What a Quality of Earnings Report Reveals — And Why Every Seller Needs One
The Document That Makes or Breaks Your Deal
If you are a business owner preparing to sell, there is one document that will have more impact on your transaction outcome than any other: the Quality of Earnings report. Not your tax returns. Not your internal financial statements. Not even the confidential information memorandum your advisor prepares. The QoE is the foundation upon which your entire deal is built — and yet most first-time sellers have never heard of it until they are already in the middle of a transaction.
At Bluefin Capital Advisors, we believe every seller should understand what a QoE reveals, why it matters, and — critically — why commissioning one before you go to market is one of the smartest investments you can make in your exit.
What a Quality of Earnings Report Actually Does
At its core, a QoE is an independent analysis of the sustainability and accuracy of your company's earnings. It goes far beyond what a standard audit provides. While an audit confirms that your financial statements conform to accounting standards, a QoE answers the question that every buyer is really asking: "Are these earnings real, and will they continue after I buy this business?"
A thorough QoE examines several critical areas. It normalizes your earnings by identifying and adjusting for one-time events, owner-related expenses, and non-recurring items that inflate or deflate your reported EBITDA. It analyzes the quality of your revenue — distinguishing between recurring, contractual revenue and one-time project work, and assessing customer concentration risk. It evaluates working capital trends to ensure the business is not being artificially propped up by timing differences or aggressive accounting. And it identifies potential risks that could affect future earnings, from pending litigation to regulatory exposure to key employee dependency.
Why Buyers Require It — And Why You Should Get One First
In today's M&A market, virtually every sophisticated buyer — whether private equity, strategic acquirer, or family office — will commission their own QoE as part of due diligence. This is non-negotiable. The question is whether you want to see those findings for the first time when the buyer presents them, or whether you want to know what they will find before you ever go to market.
The difference between a sell-side QoE and a buy-side QoE is not just timing — it is leverage. When you commission your own QoE before entering the market, you accomplish several things simultaneously. You identify and address potential red flags before a buyer discovers them. You build a credible, defensible earnings story that withstands scrutiny. You eliminate the uncertainty that causes buyers to build risk premiums into their offers. And you demonstrate to sophisticated buyers that you are a serious, well-prepared seller — which in itself commands respect and often better terms.
We recently worked with a client who did exactly this. They were preparing to go to market and ran their own QoE analysis. The report revealed gaps in their valuation story — add-backs that would not survive buyer scrutiny and revenue concentration that needed to be addressed. Instead of pressing forward and risking a repricing during due diligence, they pulled back, took twelve to eighteen months to close those gaps, and re-entered the market with a cleaner story and more defensible numbers. That discipline will pay off in a meaningfully higher transaction value.
What a QoE Typically Uncovers
In our experience, even well-run businesses are surprised by what a QoE reveals. Common findings include owner compensation that exceeds market rates — a legitimate add-back, but one that needs to be clearly documented and defensible. One-time expenses that were not properly categorized, making adjusted EBITDA appear higher than it actually is on a run-rate basis. Revenue that is more concentrated than the owner realized, with the top five customers representing a larger share of total revenue than expected. And working capital swings that suggest the business's cash flow is less predictable than the income statement implies.
None of these findings are necessarily deal-killers. But each one, if discovered by a buyer during due diligence rather than addressed proactively by the seller, becomes a negotiating lever that works against you. The buyer will use every finding to justify a lower price, a larger escrow, or more restrictive deal terms. A sell-side QoE takes those levers away.
The Investment That Pays for Itself Many Times Over
A sell-side QoE typically costs between $50,000 and $150,000 depending on the size and complexity of the business. That is a meaningful investment. But consider the alternative: a buyer discovers an issue during due diligence that reduces your valuation by $500,000 or $1 million. Or worse, the buyer walks away entirely because they lost confidence in your numbers. The QoE is not an expense — it is insurance against the most common and most costly risks in the transaction process.
At Bluefin, our Quality of Earnings service is designed specifically for middle-market business owners who want to enter the sale process from a position of strength. We work with you and your financial team to prepare for the analysis, manage the process, and ensure that the findings are addressed before they become obstacles.
Ready to understand what your earnings story really looks like? Schedule a free Exit Clarity Call to discuss how a sell-side QoE can protect and maximize your transaction value.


What you have to do
Gather every line of the entries that includes the word "italic".

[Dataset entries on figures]
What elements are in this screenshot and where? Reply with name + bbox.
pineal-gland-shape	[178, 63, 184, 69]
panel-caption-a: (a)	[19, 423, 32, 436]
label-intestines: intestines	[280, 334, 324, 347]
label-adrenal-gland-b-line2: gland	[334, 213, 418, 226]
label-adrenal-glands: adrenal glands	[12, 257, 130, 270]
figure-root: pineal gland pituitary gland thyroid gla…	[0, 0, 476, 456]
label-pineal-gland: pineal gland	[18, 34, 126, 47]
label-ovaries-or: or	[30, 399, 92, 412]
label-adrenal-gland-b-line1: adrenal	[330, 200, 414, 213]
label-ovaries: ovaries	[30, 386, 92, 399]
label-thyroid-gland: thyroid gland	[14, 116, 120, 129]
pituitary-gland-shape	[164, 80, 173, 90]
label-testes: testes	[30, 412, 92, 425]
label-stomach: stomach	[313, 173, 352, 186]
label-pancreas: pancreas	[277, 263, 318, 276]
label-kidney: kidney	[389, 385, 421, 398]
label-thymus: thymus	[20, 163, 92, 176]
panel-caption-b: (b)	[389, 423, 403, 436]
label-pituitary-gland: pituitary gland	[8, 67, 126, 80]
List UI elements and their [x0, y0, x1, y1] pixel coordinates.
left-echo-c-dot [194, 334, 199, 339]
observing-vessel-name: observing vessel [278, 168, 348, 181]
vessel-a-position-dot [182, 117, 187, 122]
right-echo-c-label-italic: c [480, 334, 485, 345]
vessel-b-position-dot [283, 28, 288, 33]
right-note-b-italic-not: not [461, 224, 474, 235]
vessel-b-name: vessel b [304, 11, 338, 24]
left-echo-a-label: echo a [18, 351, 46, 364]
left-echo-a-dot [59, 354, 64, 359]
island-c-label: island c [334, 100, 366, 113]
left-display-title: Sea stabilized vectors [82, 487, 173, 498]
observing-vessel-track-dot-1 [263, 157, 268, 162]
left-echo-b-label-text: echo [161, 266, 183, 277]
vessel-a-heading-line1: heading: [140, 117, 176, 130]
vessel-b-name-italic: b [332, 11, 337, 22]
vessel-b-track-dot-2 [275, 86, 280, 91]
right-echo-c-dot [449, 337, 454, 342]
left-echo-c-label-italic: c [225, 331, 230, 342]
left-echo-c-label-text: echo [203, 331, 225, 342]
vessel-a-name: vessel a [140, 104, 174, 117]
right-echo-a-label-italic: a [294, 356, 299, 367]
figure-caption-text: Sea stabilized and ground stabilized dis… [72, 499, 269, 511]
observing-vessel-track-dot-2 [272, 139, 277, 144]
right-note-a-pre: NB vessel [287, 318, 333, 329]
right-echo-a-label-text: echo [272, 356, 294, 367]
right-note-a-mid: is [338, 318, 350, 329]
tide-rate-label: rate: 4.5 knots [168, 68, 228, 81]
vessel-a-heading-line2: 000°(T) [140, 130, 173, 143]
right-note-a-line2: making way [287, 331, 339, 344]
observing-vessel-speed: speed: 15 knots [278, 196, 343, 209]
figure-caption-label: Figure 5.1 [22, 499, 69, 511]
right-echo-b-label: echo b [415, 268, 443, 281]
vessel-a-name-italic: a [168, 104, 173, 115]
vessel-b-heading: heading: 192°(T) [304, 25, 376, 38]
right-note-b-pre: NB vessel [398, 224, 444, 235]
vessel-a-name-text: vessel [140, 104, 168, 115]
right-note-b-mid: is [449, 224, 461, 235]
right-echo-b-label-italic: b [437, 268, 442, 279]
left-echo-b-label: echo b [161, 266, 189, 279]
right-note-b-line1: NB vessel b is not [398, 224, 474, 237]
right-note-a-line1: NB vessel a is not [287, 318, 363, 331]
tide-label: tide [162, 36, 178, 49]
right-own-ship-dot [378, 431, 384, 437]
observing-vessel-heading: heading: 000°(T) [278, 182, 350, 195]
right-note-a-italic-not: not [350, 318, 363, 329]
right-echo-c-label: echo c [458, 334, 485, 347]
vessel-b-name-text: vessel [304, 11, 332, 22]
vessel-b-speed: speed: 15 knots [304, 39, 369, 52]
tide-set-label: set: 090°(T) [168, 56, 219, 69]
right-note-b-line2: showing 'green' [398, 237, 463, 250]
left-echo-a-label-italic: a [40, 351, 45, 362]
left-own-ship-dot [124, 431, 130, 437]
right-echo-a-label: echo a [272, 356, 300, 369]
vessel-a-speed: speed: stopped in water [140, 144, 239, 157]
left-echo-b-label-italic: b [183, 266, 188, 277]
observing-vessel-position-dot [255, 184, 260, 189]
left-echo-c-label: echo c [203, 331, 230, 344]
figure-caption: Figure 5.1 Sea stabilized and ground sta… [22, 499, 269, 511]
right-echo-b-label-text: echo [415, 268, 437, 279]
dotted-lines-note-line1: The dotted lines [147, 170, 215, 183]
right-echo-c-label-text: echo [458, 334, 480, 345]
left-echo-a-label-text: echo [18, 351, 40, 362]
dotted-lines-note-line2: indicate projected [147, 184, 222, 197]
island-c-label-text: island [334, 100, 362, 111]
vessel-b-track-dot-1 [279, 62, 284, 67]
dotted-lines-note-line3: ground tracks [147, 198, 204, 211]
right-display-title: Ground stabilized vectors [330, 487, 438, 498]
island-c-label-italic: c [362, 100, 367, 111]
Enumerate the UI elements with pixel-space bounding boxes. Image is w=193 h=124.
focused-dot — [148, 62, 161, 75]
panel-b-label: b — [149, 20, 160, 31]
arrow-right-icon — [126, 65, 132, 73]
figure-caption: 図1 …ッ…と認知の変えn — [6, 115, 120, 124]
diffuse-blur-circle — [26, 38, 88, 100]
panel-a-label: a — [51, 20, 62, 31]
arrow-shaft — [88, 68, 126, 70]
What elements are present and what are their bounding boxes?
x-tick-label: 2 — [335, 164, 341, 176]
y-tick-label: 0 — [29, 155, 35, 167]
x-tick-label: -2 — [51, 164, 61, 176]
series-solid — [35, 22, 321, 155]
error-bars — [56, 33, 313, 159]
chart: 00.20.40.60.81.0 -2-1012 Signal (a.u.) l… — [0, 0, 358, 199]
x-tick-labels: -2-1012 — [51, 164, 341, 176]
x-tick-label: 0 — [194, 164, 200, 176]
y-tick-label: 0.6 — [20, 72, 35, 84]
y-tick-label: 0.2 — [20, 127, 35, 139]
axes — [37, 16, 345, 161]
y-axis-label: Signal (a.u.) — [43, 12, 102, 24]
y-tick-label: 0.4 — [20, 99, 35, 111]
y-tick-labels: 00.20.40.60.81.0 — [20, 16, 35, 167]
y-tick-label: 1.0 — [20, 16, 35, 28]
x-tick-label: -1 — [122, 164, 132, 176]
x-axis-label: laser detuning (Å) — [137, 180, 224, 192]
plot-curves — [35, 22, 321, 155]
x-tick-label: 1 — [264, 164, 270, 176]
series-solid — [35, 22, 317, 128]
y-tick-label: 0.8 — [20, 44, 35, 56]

Exercise answer
right-echo-c-label-italic: c [480, 334, 485, 345]
right-note-b-italic-not: not [461, 224, 474, 235]
vessel-b-name-italic: b [332, 11, 337, 22]
left-echo-c-label-italic: c [225, 331, 230, 342]
right-echo-a-label-italic: a [294, 356, 299, 367]
vessel-a-name-italic: a [168, 104, 173, 115]
right-echo-b-label-italic: b [437, 268, 442, 279]
right-note-a-italic-not: not [350, 318, 363, 329]
left-echo-a-label-italic: a [40, 351, 45, 362]
left-echo-b-label-italic: b [183, 266, 188, 277]
island-c-label-italic: c [362, 100, 367, 111]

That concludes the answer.